My dad used to tell me not to expect college classes to be as easy as my high school classes had been. He wasn’t trying to be discouraging; he merely wanted to prepare me - something he had tried to do my entire life. And I’m not saying the classes aren’t challenging, but they’re hardly what make college what it is. Adjusting to new people and a new life is.
School is nothing new, we’ve all been sitting in classes and studying all night for tests for years now. Meeting teachers and the classic icebreakers we do in class is not news. However, college is a whole new ball game when it comes to what you do outside of class. For one, I have so much more free time than I thought possible, certainly way more than I did in high school. But, I don’t have the same friends to hang out with. I have all this time and a whole new group of ways to possibly fill it with. It is in this time that I began to figure out who I was.
It gave me time to figure out new passions and to pursue new things, but it also gave almost too much time to think. It made me realize that school is not the center of life or the most important part. There are so many things to do and see, so many ways to explore that I would’ve never thought of in high school. Sure, I’m paying money to get an education, but the moments that are making that money worth don’t always happen in the classroom.
The social scene in college is also incredibly different from high school. When you’re in high school you get to separate personal life and school life to a certain degree. You could go to class and then come home and be surrounded by family and distance yourself from the day-to-day life of loud teenagers. But, the uncomfortable or great part of college, depending on whom you’re talking to perhaps, is that your home and your school are one and the same. Life becomes an amalgamation of learning, friendship, romance, extracurricular and home. It’s not impossible to adjust; it just takes more time for some people. If I were to give advice to my friends still in high school, I would tell them not to worry about college, the way so many do. They’ll be fine with the academics. They’ll pass Sociology 101 the same way they passed AP Chemistry. I’d tell them to start thinking about what it is they really want to do. I’d ask them on how they plan to come to terms with humanity outside of the books.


Please reproduce the data exactly, excluding any pictures it contains.

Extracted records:
--------
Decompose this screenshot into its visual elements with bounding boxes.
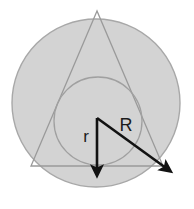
circumradius-label: R (120, 115, 133, 135)
geometry-figure: r R (0, 0, 194, 209)
geometry-diagram-canvas: r R (0, 0, 194, 209)
inradius-label: r (83, 127, 89, 146)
--------
Completed task:
Decompose this screenshot into its visual elements with bounding boxes.
circumradius-label: R (120, 115, 133, 135)
geometry-figure: r R (0, 0, 194, 209)
geometry-diagram-canvas: r R (0, 0, 194, 209)
inradius-label: r (83, 127, 89, 146)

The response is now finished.